Berglund scored a power-play goal at 15:17 of the second period to make it 2-1 on a high-slot redirection and the Blues seemed to gain a bit of momentum with another power play late, but Alexander Steen was called for a phantom interference, the Kings used it to their advantage and scored the rally-killing goal when Adrian Kempe scored at 4-on-4 using Joel Edmundson as a screen at 18:56 and shooting between his legs out of Hutton's vision.

"No, I got caught looking around 'Eddy,'" Hutton said if he saw it. "It's still a bad goal; that's on me for sure. It's Kempe, I think, and he's coming wide. I kind of get caught leaning to my left looking around 'Eddy's legs and right as I look, he kind of puts it through his legs. Tricky shot, but at the same time, those can't go in."

"Me and 'Hutty' talked about it," Edmundson said. "Right through my legs, so it's tough for him to see, but we turned the puck over right before that and they're coming full speed. It could have been blocked, could have been saved. Just the way the game went tonight. 'Hutty' was great in net tonight, but we put Jake in the net just to kind of shake things up. We've just got to be better tomorrow."

Yeo, who likely will start Allen in Minnesota, made the surprise switch Friday, but it was based on both Hutton's play and the team game in front of him.

"I think he was part of the group tonight," Yeo said. "I think just as a group, we weren't good enough tonight."

Toffoli's second came after Dunn lost the puck in his zone, Tanner Pearson centered, and Toffoli redirected a shot past Allen at 10:54 of the third period to make it 4-1.

"When you're losing all of a sudden, if you do think a little bit all of a sudden then it kind of slows down your winger, or slows down your center or your D-man, and all of a sudden guys are on different pages," Stastny said. "... You could be working hard, but if you're not working on the same page with the other guys, and their five guys are, then all of sudden you look slow or you look nervous, you look tentative out there. Not sure what to do what to do with certain plays. That's what it seems right now.

"I think the good news is we got another game tomorrow so we can kind of treat those things and get back on the road and focus on what we gotta do. Kind of stay with our game plan."

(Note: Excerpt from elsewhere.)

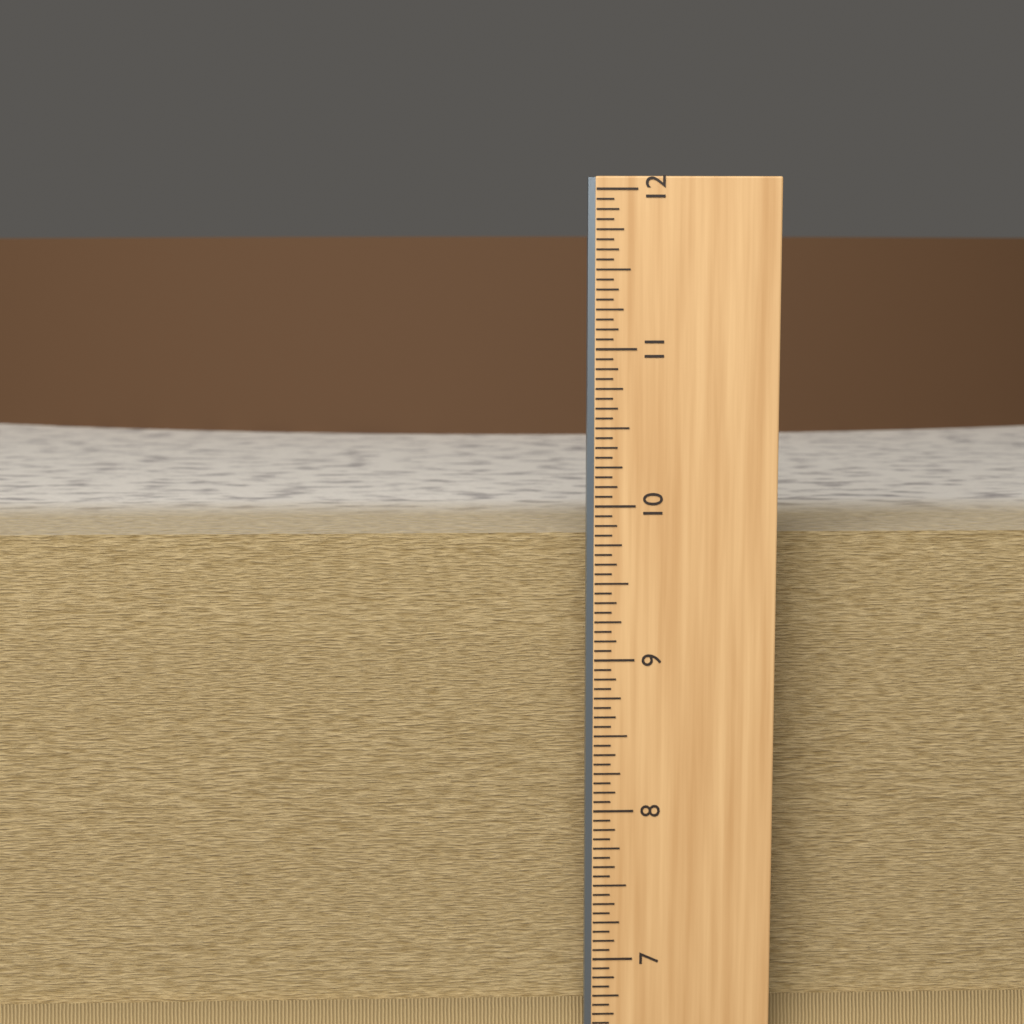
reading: 9.7500 in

The Blues made two switches in the game, putting Carl Gunnarsson in on D for Robert Bortuzzo and Oskar Sundqvist for Sammy Blais, while putting Bouwmeester with Dunn and playing two lefties who were on the ice for the first goal.

Yeo moved Dmitrij Jaskin up to a line with Stastny and Steen, and dropped Vladimir Sobotka down to play with Berglund and Sundqvist.

The mixing and matching looks like it's throwing things out of whack, but players aren't using that as an excuse.

"No, whether it's the teams we're playing against, whether it's their system ...
it has nothing to do with that," Stastny said. "When we're playing, it doesn't matter who you're out there with."
(St. Louis Blues photo)

Blues right wing Vladimir Tarasenko (91) gets denied by Kings goalie Darcy

Kuemper in a 4-1 loss to Los Angeles on Friday at Scottrade Center.


"I don't think we're disconnected," Edmundson said. "It's all around just mental mistakes, out of position. We've got 24 hours to fix it. We've got to have a short memory. Game's in the past and move on."

"I guess there's the potential of guys maybe a little bit focused on their role and how that's going to affect them," Yeo said. "Maybe it's the thought that maybe now we're just a better team than we were because we just inserted a couple guys. I've said it before, if the guys that are in the lineup, we've got two guys who it's going to take them some time to find their game. If we add those two players in the lineup and everybody else's game drops by five percent, then you're not a better team and that's kind of what it looks like right now.

"Obviously we'd like to find some consistency and we believe in that. I think we've shown that this year, but when you've got the feel and you're giving up things the way we have been, I don't think that it's a bad thing to change. We've got to find something and it wasn't happening just by leaving things alone tonight."